03 :: Souled!

Okay, this is not the most in-depth article, but I couldn’t help but think of some of our discussions, and some of your papers, on Ishiguro’s Never Let Me Go.

Here are some quotes:

It’s hard to say exactly when the idea of a second self came into play. Presumably the recognition of a soul appeared hand-in-hand with human consciousness, and it was probably voiced when we had language to put the idea of a soul into words. That would place the time frame for a soul around 200,000 years ago, when humans experienced a cultural explosion which they expressed in art, clothing, and evidence of religion.

[…]

It might also be an evolutionary strategy that takes us away from the anxieties of self-consciousness. Once fully modern humans knew they could die, it probably made sense to pretend that no one really died but that some part of us lived on into the cosmos.

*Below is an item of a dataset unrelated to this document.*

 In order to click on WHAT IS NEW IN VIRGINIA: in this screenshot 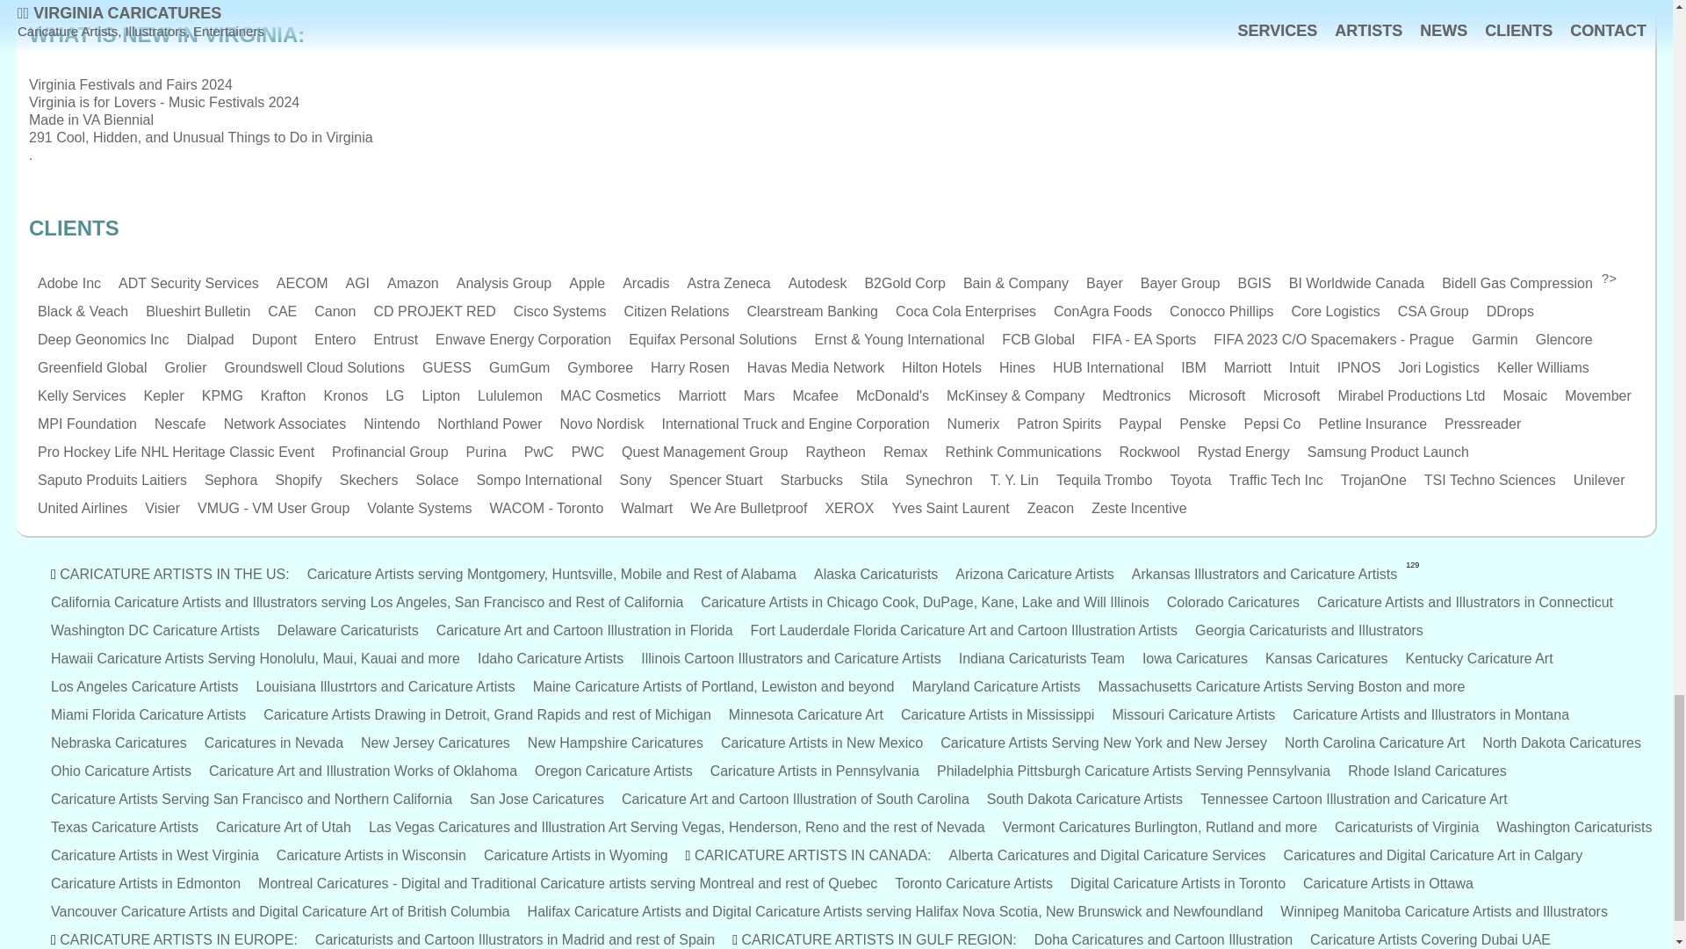, I will do `click(835, 58)`.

The one question we didn’t quite get to as much as I would have liked to, is the place of death, mortality, in our reckoning of what counts as “the human.”

Further, if we imagine that cultures often have myths–truths, allegories, full-truths, and half-truths–that reflect the human predicaments of their times, how might we interpret one of the most haunting notions donors are concerned with: their fear that completion doesn’t come after the fourth donation. What is the meaning of that horror to Ishiguro’s novel?